Hello Hermes - I think that, just as Abbotsbury has its own micro-climate so people there can grow tropical plants, Warminster has a special version of a micro-climate which makes it more wintry than elsewhere.
I remember being given a lift in a car driving from Barnstaple to Dulverton and riding along between hoare-frosted trees. Lovely. (We just get ground frost here.)
I don't know what inspires me to take a particular view - I just do!
I do take a lot of pictures - but not randomly. Usually they are of the same thing, over and over, so I can chose one with the least camera shake!
Sometimes, I might try different angles - but, strangely, it is nearly always the first one which I like the most.
There are also times when I think I'm taking a photo of one thing - and it turns out really to be of something else.
This photo is an example of this.
When I took it, I thought I was taking a picture of a rusty old bit of metal piping or whatever it is which someone has chucked away in the woods. It was only when I looked at it on screen that I realised the pipe made a divide between the growing ground elder and the dry sycamore leaves. What's more, the camera (which has a mind of its own) had focused on the leaves, not the metal. It knew best.
(In that sense, this is an example of failure!)
So - it's tempting to take more credit for these pictures than I am really due - for the most part they are down to the phone, the beauty of the landscape - and luck!
Yes. Ouch! And the bit in the photo is just one end of a longer bit of twisted metal.
It would be intriguing to know how it got there. It's lieing in a place I know well so I'd have noticed it if it had been there a while - yet it's already rusty. Who went to the trouble of bringing it there? And why?
6 comments:
Another great contrast. Just been to Warminster and its like all the trees are frosted. Cold but beautiful.
Lucy - I like to think of you going out and taking these unusual and striking pictures. I wonder what inspires you to a particular view - or do you take a lot and then choose the best?
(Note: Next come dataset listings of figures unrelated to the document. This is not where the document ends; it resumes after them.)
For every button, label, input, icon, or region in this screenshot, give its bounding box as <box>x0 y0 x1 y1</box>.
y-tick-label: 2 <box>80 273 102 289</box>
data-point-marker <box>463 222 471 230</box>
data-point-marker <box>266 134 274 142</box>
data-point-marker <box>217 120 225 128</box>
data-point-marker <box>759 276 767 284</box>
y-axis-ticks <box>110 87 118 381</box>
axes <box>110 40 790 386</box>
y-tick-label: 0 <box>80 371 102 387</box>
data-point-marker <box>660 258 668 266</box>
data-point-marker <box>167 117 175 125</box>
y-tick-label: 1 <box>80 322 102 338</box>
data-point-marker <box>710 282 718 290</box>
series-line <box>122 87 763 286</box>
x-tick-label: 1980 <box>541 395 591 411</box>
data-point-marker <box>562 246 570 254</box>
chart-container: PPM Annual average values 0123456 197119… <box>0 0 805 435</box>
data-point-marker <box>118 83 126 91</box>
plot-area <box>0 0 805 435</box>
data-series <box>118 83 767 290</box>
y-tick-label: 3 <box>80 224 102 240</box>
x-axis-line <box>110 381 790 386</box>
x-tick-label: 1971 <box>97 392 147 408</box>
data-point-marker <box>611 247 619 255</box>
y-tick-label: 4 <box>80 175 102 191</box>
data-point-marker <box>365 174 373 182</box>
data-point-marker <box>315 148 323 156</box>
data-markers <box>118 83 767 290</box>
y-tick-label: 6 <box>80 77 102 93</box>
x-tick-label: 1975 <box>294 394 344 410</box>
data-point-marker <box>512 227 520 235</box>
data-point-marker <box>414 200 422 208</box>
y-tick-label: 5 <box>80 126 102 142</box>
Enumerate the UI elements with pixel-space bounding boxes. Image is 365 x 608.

ouch - was my first reaction - just thinking about someone catching themselves on the rusty edges.
Another great shot,
K
Hello Hermes - I think that, just as Abbotsbury has its own micro-climate so people there can grow tropical plants, Warminster has a special version of a micro-climate which makes it more wintry than elsewhere.
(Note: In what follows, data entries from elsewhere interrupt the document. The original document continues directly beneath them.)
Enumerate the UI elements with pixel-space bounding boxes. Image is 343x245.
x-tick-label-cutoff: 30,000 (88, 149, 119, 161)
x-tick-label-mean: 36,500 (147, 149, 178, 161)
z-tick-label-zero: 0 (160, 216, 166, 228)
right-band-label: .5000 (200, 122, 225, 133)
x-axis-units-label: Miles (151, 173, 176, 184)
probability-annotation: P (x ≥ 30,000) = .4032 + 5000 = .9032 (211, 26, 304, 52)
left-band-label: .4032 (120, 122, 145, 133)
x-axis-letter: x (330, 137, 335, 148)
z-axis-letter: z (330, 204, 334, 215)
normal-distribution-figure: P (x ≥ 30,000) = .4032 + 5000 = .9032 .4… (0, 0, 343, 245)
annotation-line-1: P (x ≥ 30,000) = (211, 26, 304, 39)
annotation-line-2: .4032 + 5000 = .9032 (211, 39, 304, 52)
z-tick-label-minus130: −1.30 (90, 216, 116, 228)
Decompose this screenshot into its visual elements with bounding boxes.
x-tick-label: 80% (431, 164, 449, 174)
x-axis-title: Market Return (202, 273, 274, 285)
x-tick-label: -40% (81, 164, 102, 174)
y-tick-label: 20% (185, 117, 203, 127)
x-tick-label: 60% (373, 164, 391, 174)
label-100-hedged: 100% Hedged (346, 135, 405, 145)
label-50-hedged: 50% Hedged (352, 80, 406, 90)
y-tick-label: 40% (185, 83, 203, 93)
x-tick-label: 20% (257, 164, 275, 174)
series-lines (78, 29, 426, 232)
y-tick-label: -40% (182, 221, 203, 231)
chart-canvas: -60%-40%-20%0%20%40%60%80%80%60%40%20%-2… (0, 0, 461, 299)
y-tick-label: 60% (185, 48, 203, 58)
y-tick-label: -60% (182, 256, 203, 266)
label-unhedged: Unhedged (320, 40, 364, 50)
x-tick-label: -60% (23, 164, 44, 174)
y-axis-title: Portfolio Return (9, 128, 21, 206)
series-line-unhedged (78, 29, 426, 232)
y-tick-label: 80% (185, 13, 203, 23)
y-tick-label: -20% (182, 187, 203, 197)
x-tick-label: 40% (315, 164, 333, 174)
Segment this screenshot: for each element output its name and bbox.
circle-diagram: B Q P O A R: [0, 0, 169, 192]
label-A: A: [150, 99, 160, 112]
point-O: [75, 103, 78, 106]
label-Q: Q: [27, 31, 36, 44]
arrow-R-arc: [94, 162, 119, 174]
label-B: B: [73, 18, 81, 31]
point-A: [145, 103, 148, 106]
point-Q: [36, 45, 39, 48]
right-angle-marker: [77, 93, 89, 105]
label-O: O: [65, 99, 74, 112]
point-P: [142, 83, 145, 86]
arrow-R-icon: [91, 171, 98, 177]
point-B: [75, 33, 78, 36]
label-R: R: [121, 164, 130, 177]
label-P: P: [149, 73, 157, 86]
I remember being given a lift in a car driving from Barnstaple to Dulverton and riding along between hoare-frosted trees. Lovely. (We just get ground frost here.)
Lucy
Hello Weaver of Grass.
I don't know what inspires me to take a particular view - I just do!
I do take a lot of pictures - but not randomly. Usually they are of the same thing, over and over, so I can chose one with the least camera shake!
Sometimes, I might try different angles - but, strangely, it is nearly always the first one which I like the most.
There are also times when I think I'm taking a photo of one thing - and it turns out really to be of something else.
This photo is an example of this.
When I took it, I thought I was taking a picture of a rusty old bit of metal piping or whatever it is which someone has chucked away in the woods. It was only when I looked at it on screen that I realised the pipe made a divide between the growing ground elder and the dry sycamore leaves. What's more, the camera (which has a mind of its own) had focused on the leaves, not the metal. It knew best.
(In that sense, this is an example of failure!)
So - it's tempting to take more credit for these pictures than I am really due - for the most part they are down to the phone, the beauty of the landscape - and luck!
(Knowing the landscape though, is crucial.)
Lucy
Hello Karen
Yes. Ouch! And the bit in the photo is just one end of a longer bit of twisted metal.
It would be intriguing to know how it got there. It's lieing in a place I know well so I'd have noticed it if it had been there a while - yet it's already rusty. Who went to the trouble of bringing it there? And why?